The almost simultaneous development of the ‘nuclear family’ and of capitalism was not merely fortuitous: this new family form obviously had advantages for the newly evolving economic system and the two have developed an interdependent relationship. Zaretsky points out:
The organization of production in capitalist society is predicated upon the existence of a certain form of family life. The wage labour (socialized production under capitalism) is sustained by the socially necessary but private labour of housewives and mothers. Childrearing, cleaning, laundry, the maintenance of property, the preparation of food, daily health care, reproduction, etc. constitute a perpetual cycle of labour necessary to maintain life in this society. In this sense the family is an integral part of the economy under capitalism.19
This interdependence had to be fostered – it was not a spontaneous occurrence. Many women resisted being forced into full-time domesticity, just as many men resented being forced to support a number of dependent and unproductive family members. But gradually ‘the family’ assumed its own imperatives and rationales, which encouraged people to view it as a ‘natural’ institution. The very existence of a closed, private and, as knowledge of birth control spread, smallish family group generated notions of affection and responsibility among its members. The male worker gradually incurred the notion that he was responsible for supporting his family (and this was leg
ally enforced late in the 19th century) and he was thus provided with a powerful motive to be a diligent and reliable labourer. Schooling gradually was made compulsory and education became a vehicle for inculcating masses of young children with the values required by the capitalist system. These values included the ideology of ‘the family’ as well as submission to authority and were established by the very structure of the education system as well as by the content of the syllabus.

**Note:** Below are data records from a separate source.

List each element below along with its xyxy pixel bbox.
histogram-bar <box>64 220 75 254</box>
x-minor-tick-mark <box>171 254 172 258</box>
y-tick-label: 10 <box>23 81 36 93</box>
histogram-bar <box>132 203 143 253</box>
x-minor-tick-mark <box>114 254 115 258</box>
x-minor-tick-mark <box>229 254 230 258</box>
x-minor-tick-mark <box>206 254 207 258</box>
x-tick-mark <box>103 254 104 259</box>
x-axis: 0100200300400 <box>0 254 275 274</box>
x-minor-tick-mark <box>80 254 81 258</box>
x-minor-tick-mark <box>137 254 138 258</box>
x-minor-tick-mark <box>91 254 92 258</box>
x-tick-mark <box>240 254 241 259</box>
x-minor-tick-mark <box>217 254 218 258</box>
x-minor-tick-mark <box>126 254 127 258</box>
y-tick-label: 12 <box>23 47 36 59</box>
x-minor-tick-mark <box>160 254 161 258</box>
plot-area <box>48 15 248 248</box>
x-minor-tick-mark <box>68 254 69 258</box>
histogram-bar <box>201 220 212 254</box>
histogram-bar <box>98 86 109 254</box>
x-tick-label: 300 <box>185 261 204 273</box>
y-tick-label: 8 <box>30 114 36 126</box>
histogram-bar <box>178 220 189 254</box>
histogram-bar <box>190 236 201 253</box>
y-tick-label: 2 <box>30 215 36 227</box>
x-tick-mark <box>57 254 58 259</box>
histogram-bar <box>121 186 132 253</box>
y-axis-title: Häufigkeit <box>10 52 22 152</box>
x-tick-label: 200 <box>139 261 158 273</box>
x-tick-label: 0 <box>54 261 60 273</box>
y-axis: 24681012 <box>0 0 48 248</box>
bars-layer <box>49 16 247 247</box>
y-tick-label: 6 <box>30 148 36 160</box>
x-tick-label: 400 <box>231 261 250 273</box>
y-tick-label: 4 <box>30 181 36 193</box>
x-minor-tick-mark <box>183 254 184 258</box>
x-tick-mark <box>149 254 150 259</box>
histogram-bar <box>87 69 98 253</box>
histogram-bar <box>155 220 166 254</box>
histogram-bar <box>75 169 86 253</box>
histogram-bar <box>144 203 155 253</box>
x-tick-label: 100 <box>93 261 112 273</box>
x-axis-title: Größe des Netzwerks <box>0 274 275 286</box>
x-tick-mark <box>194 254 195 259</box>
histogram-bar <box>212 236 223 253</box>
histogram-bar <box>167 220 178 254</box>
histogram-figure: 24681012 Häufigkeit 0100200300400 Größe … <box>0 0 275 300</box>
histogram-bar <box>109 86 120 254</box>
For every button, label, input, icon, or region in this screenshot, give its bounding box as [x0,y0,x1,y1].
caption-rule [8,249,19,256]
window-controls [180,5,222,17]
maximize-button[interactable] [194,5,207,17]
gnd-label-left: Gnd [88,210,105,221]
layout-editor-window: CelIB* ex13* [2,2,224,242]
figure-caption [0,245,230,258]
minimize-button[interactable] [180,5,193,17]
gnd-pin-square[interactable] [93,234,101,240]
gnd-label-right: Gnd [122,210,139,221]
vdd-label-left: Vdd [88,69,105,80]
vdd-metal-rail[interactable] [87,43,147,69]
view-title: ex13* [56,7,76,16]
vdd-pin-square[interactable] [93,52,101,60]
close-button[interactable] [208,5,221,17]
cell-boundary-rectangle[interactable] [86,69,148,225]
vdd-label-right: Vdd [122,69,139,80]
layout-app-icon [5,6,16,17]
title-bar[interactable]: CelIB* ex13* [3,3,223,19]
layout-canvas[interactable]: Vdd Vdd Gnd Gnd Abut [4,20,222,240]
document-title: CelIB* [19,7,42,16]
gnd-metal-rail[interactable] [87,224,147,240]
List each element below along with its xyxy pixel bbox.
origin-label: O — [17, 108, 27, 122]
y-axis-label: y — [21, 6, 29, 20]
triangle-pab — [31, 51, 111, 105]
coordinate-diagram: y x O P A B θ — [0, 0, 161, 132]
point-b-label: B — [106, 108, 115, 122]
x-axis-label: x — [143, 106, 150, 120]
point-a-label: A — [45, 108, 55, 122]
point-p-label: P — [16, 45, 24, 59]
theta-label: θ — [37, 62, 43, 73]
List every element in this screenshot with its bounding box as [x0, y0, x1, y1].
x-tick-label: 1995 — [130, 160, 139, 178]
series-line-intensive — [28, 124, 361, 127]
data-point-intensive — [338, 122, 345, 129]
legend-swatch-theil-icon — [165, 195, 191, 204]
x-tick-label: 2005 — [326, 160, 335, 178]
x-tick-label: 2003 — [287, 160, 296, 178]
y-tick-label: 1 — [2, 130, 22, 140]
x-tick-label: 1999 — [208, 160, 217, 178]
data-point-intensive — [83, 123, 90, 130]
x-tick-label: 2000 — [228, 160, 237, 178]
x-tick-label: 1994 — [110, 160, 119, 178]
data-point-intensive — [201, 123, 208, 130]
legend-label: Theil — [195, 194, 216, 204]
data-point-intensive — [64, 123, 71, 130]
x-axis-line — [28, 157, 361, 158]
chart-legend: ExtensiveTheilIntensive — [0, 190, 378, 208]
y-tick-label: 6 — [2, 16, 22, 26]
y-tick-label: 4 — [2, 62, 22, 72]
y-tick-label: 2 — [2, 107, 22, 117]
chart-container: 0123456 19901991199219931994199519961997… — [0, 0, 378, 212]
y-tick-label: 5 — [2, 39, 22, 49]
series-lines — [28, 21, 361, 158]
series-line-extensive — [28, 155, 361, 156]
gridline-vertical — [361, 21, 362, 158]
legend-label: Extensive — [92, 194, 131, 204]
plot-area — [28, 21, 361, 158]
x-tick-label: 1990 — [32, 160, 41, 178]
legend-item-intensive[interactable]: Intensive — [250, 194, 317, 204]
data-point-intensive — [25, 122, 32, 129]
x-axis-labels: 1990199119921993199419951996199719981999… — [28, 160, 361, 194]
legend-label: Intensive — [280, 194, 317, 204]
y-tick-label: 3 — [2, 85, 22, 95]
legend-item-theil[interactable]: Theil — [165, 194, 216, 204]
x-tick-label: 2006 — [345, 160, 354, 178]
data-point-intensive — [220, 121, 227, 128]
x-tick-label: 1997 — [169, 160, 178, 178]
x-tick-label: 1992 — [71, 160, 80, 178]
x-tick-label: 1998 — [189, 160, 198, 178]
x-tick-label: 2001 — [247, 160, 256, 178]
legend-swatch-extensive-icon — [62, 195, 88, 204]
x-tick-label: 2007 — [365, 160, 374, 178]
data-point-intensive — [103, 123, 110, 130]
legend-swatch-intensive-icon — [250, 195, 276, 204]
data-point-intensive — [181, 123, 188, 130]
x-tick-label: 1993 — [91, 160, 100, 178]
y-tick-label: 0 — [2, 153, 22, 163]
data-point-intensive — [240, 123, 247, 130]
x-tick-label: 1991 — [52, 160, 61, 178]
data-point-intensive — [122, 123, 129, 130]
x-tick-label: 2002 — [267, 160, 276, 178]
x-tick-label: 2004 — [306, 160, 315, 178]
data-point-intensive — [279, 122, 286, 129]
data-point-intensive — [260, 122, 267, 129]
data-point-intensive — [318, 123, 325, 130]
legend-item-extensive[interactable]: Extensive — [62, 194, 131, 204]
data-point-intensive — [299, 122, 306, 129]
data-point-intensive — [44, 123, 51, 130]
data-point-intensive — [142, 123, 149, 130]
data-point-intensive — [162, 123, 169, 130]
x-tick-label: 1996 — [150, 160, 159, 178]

At the same time, ‘the family’ became an authoritarian body: a system of reciprocal rights and duties evolved but these were determined by a sexual division of labour. Wives and children were dependent on the husband’s economic support and this enabled him to exert greater authority over them, an authority that was enhanced by his ability to draw on his experience in the world outside the family to justify his opinions and behaviour. Wives and children, confined to home or school, had become unfamiliar with this world and were forced to interpret it through the eyes of their husband and father. Women’s subordination was effected by their being denied equal education, so that they were even less familiar with the world outside than their male children were. Denied paid employment outside the home, and unpaid for their domestic labours, women were economically totally dependent upon their husbands who could regard wives as property – which they had bought – and demand domestic and sexual services in return for economic support. The status afforded to child care and domestic work was meagre compensation for the lack of freedom that was now women’s estate. The more ‘the family’ came to dominate personal life, the less were women’s opportunities for self-assertion and independence; they had no choice but to stay within, and make the best of, their domestic prisons.

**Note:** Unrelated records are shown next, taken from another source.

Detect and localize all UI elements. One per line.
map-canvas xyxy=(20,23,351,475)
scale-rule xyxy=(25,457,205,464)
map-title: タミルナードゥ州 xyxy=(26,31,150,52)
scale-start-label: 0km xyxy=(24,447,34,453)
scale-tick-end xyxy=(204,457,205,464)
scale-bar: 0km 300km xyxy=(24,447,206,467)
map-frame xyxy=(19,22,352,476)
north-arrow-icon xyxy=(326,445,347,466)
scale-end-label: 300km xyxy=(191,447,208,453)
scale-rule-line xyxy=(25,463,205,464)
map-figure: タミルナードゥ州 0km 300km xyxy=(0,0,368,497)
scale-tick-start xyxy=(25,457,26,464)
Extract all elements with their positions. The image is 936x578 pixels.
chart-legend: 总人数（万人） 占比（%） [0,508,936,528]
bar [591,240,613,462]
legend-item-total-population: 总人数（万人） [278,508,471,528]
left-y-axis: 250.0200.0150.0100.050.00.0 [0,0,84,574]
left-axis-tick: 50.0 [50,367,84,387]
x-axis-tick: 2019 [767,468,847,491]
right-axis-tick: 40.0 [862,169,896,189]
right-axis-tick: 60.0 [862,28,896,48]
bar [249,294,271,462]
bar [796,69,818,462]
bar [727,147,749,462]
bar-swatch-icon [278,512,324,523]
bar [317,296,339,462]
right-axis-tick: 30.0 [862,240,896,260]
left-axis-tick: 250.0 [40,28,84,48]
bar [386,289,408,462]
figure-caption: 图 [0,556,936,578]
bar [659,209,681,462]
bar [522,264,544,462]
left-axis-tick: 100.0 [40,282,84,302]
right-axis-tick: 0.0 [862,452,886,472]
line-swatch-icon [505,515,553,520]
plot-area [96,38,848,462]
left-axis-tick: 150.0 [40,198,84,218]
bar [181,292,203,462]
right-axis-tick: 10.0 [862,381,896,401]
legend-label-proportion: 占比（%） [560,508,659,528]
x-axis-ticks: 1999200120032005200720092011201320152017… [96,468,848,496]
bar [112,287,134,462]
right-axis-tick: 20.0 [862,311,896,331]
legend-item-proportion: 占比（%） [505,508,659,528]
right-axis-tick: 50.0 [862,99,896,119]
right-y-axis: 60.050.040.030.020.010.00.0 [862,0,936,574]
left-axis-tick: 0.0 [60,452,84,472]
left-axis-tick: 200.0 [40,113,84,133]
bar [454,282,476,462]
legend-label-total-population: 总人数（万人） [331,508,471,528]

Through ‘the family’ the capitalist system now had at its disposal a vast army of labourers who had a strong motive to earn a wage, and whose families would provide them with the necessary refurbishment and retreat from the ardours of work to enable them to turn out again each working day. Yet the physical and emotional work done by women that enabled the workforce to keep working was obtained at no extra cost to the capitalist. Ties of duty and affection obscured the fact that both sexes had been duped: the system was in effect getting two people’s full-time work for the price of the male wage.